You get a knock at the door. A union organizer demands you sign a card, to unionize your company. You inform them, this is not what you want. Then you are informed everyone will know you hate the union and your fellow workers. You are told storing of being isolated, tires slash (“we would never do that”) and promotions will end. You bowling buddies will no longer talk to you. You cave and sing—then you find out the union owns your paycheck, you work when the union allows you to work. You can be on strike for days and weeks, because the union will not allow you to work. That is what the “card system” is about.
“Last year the ALRB announced that UFW submitted 327 authorization cards for employees at the Wasco facility. With Wonderful employing around 600 people there, UFW had a majority.
- But around 150 Wonderful employees came out and told the ALRB that they did not understand that the cards they were signing at the time were to unionize. They also accused UFW of using $600 in federal relief to fraudulently bait them into signing the cards.
The big picture: The group of Wonderful employees have joined a federal lawsuit filed by Wonderful Nurseries against the ALRB to challenge rules that have led to UFW becoming the monopoly bargaining unit on behalf of the employees.”
No election. Fraud in getting you to sing. That is how the modern union in California operates—with the support of the State government. Hopefully the Trump Labor Department will indict these unions and union leaders. Close down corruption by the unions.
Employees want to join Wonderful’s lawsuit challenging Calif.’s union-friendly Ag law
United Farm Workers submitted cards to the state last year for employees at Wonderful Nurseries, becoming the monopoly bargaining power.

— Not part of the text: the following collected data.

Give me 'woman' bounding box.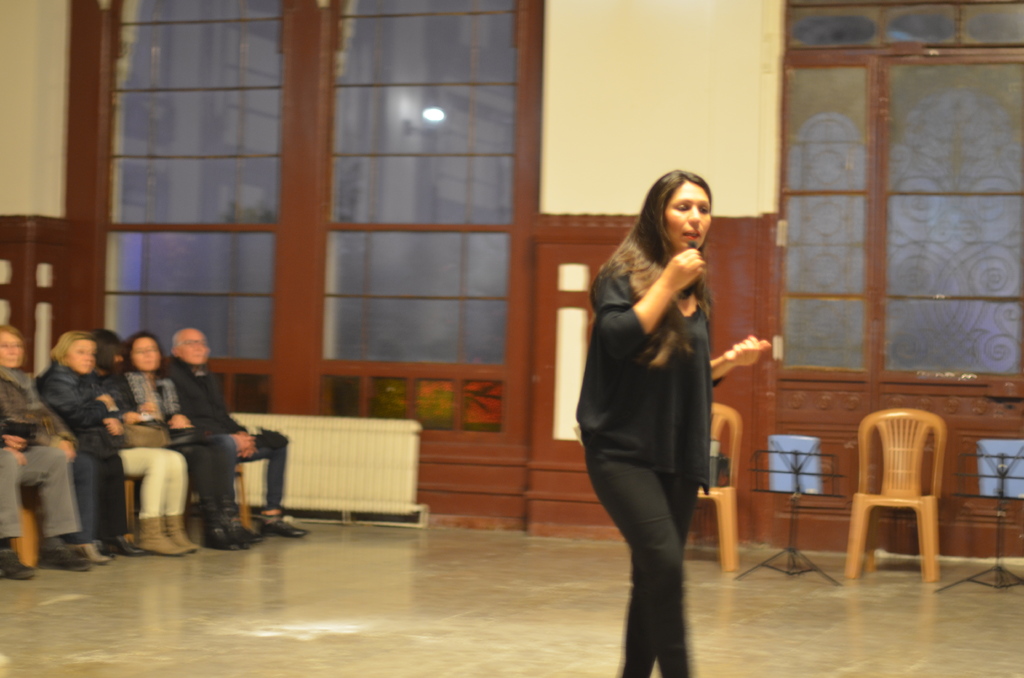
rect(0, 326, 121, 563).
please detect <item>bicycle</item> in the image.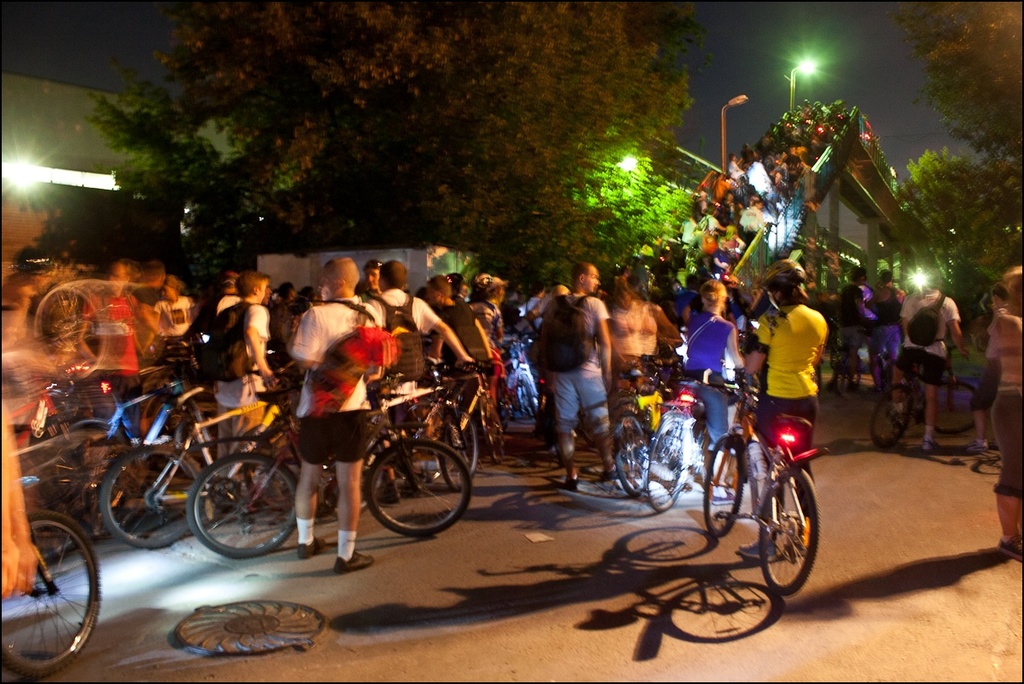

by Daniel Gligich, The Sun, 2/5/25 https://sjvsun.com/ag/employees-want-to-join-wonderfuls-lawsuit-challenging-calif-s-union-friendly-ag-law/
Employees at Wonderful Nurseries in Wasco are hoping to intervene in a federal lawsuit to fight against a California law that they say would force them under United Farm Workers.
A group of 20 employees of the company’s Wasco facility filed a motion to intervene in the lawsuit after UFW conducted a card check unionization campaign last year.
Driving the news: In 2022, the California Gov. Gavin Newsom signed Assembly Bill 2183, known as the card check law, which allows farmworkers to unionize by signing cards-offsite rather than via state-supervised elections.
- Unions have the power to not notify employers of their actions due to the law.
- Once enough authorization cards have been signed, unions are able to file petitions with the California Agricultural Labor Relations Board (ALRB) and the employer.
Flashback: Last year the ALRB announced that UFW submitted 327 authorization cards for employees at the Wasco facility. With Wonderful employing around 600 people there, UFW had a majority.
- But around 150 Wonderful employees came out and told the ALRB that they did not understand that the cards they were signing at the time were to unionize. They also accused UFW of using $600 in federal relief to fraudulently bait them into signing the cards.
The big picture: The group of Wonderful employees have joined a federal lawsuit filed by Wonderful Nurseries against the ALRB to challenge rules that have led to UFW becoming the monopoly bargaining unit on behalf of the employees.
- Wonderful claims in the lawsuit that UFW agents fraudulently obtained the authorization cards from employees.
- Further, the group of 20 employees also filed a proposed intervenors’ complaint regarding rights they say were violated by the ALRB.
What they’re saying: [T]he Employees seek this Court’s immediate intervention to protect their fundamental liberty interests, especially their freedom of association between and amongst themselves, and with their employer, and their rights to be free from State-compelled monopoly representation by a labor organization not legitimately chosen by a majority of employees, and from State-mandated payment of union dues or fees,” the lawsuit reads.
- Wonderful Nurseries employee Claudia Chavez said in a statement that UFW officials deceived the employees in order to gain power.
- “Instead of just letting us vote in secret on whether we want a union, they went around lying and threatening to get cards and now are cracking down on anyone who speaks out against the union,” Chavez said.